Offline-first behavior
The corridor has long stretches where a phone has no usable data, so the app is built to keep working when it is offline and to reconcile when it reconnects. Documents are the clearest example.
Every captured photo is copied into the app's own storage before any upload, so a retry survives closing or restarting the app and the driver's history shows a preview even before the file reaches the backend. Uploads retry automatically when connectivity returns. Session credentials are held in secure device storage, and small preferences and flags are kept locally, so the app opens and shows the driver's data without waiting on the network.
The boundaries of this surface
- The phone is display-only for position. The truck's hardware tracker is the sole source of fleet position truth. The driver's phone GPS is used only for on-screen orientation and as an optional context tag on a document photo — it is never synced to the backend and never becomes what an owner or customer sees. This is not a limitation to work around; it is the design.
- Owner-only planning. The driver app does not create or edit missions and has no vehicle diary. Those are owner concerns.

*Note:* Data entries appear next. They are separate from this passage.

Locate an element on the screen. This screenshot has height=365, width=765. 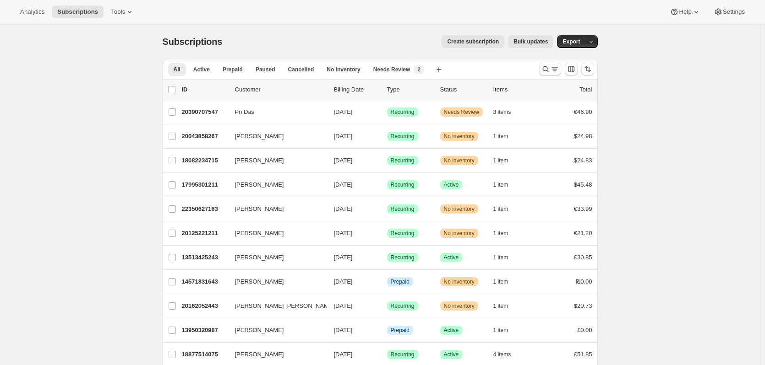
button: Analytics is located at coordinates (32, 12).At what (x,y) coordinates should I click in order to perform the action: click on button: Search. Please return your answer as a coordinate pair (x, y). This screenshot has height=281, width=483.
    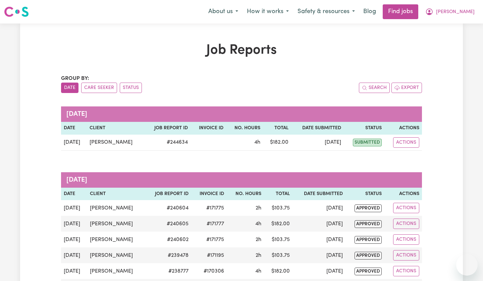
    Looking at the image, I should click on (375, 88).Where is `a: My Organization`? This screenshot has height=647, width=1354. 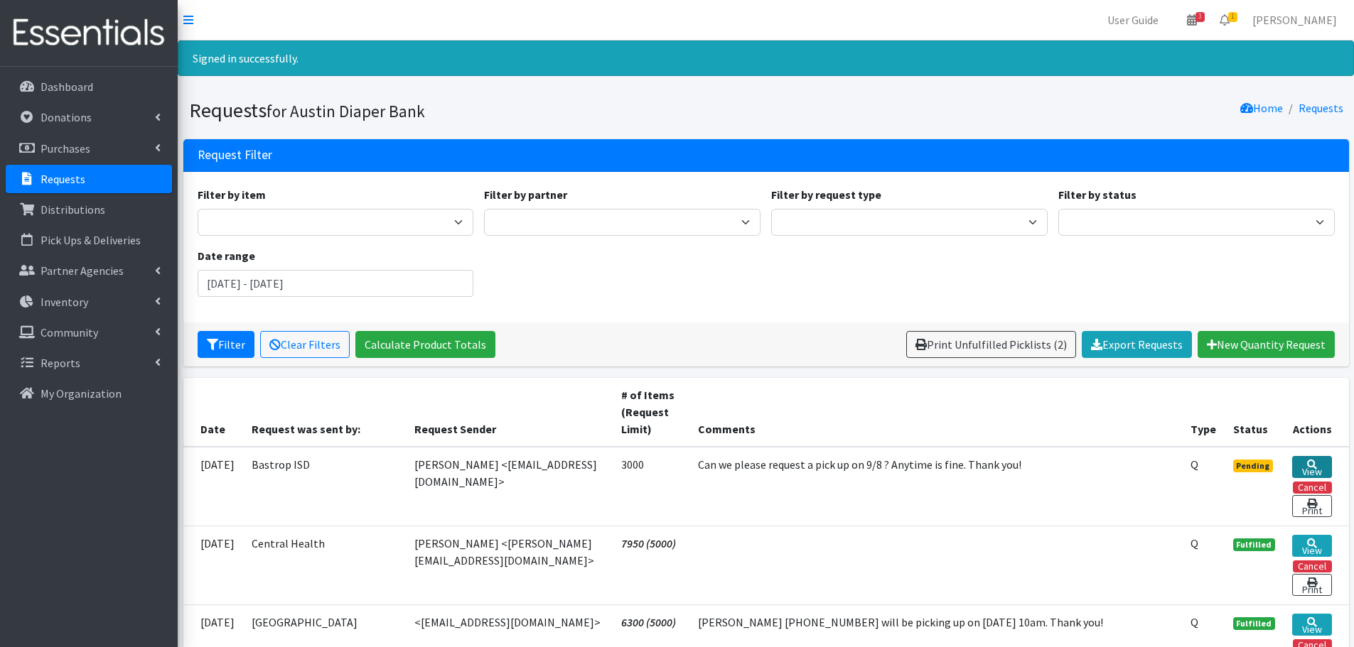 a: My Organization is located at coordinates (89, 394).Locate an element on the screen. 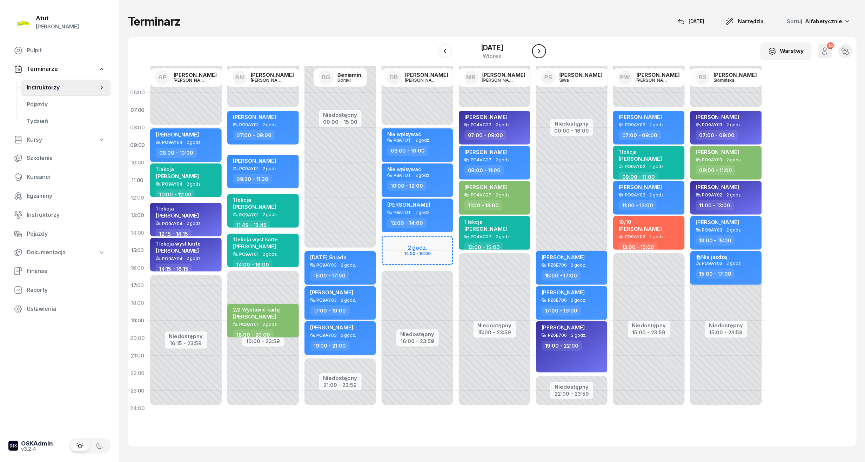 The width and height of the screenshot is (865, 462). a: Pojazdy is located at coordinates (66, 105).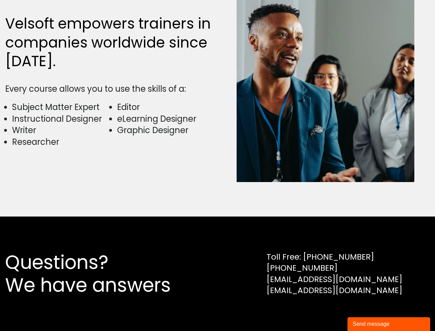  I want to click on h2: Questions? We have answers, so click(100, 273).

- Document capture is a first pass. Photos are validated lightly for basic quality; deeper checks like blur, glare, or automatic data extraction are future intelligence, not current behavior.
- A standalone app. The driver app runs on its own native release cadence and does not share the web design system — its screens are built for the phone, not ported from the browser.
How it connects
- Part 6 — Fleet intelligence — how notification records, push eligibility, and directed requests are produced and delivered.
- The owner app — the sibling native app that shares the notification stream and its preferences.
- The fleet app — where the missions a driver sees are created and where their documents are reviewed.
- Part 5 — Documents — the full document lifecycle from capture here to owner review and the retake request back.
- Part 2 — Telemetry — why the hardware tracker, not the phone, is the source of position truth.